When Sanctions Taint the Water, Everyone Thinks They're a Whale 🐋
Blockchain researchers say the United Kingdom's sanctions against crypto exchange HTX have created unintended consequences across the industry's compliance systems, with one investigator warning that "risk itself has become meaningless" when tracing onchain exposure. The criticism comes more than a month after UK authorities on May 26 added Huobi Global S.A., the Panamanian company behind HTX, to their sanctions list over alleged support for Russia-linked financial networks.
Galaxy Digital's head of research, Alex Thorn, said in an X post that the UK sanctioning "all of HTX" was "problematic" because the exchange serves many legitimate users. Thorn also highlighted what he described as a significant divergence among stablecoin issuers in deciding when to freeze tokens. Blockchain investigator Taylor Monahan argued in a separate X post that the move undermined years of work to encourage decentralized finance (DeFi) protocols to screen and block stolen funds, noting that most HTX users are legitimate. Blockchain researcher ZachXBT called the sanctions "a bit of an overreach," writing that address tainting tied to HTX has been "catastrophic." "Basically now I've had to ignore the sanctions category when tracing cases by exposure since 'risk' itself has become meaningless," ZachXBT said.
UK authorities said there were reasonable grounds to suspect HTX had supported Russia's government through financial services and funds facilitated by A7 Limited Liability Company and Garantex, both sanctioned entities. HTX has denied the allegations, stating that the sanctioned entity is separate from the online exchange. A Global Ledger report, however, found that HTX processed about $21.06 billion in high-risk crypto flows between 2021 and May 2026, with at least $7.64 billion linked to Russian high-risk entities and darknet markets including Garantex, its successor Grinex, A7A5 and Hydra.

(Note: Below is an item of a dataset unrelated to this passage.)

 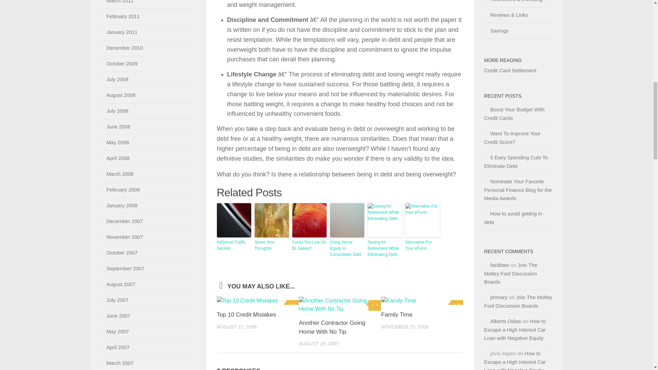 What do you see at coordinates (384, 248) in the screenshot?
I see `Saving for Retirement While Eliminating Debt` at bounding box center [384, 248].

The fallout extended into DeFi. Trump-linked project World Liberty Financial froze HTX-linked addresses following what it described as sanctions compliance reviews, prompting HTX to delist World Liberty Financial's USD1 stablecoin and suspend several trading pairs. The UK regulator has also taken High Court action against HTX over crypto promotions, while the exchange maintains that the sanctions target a distinct legal entity.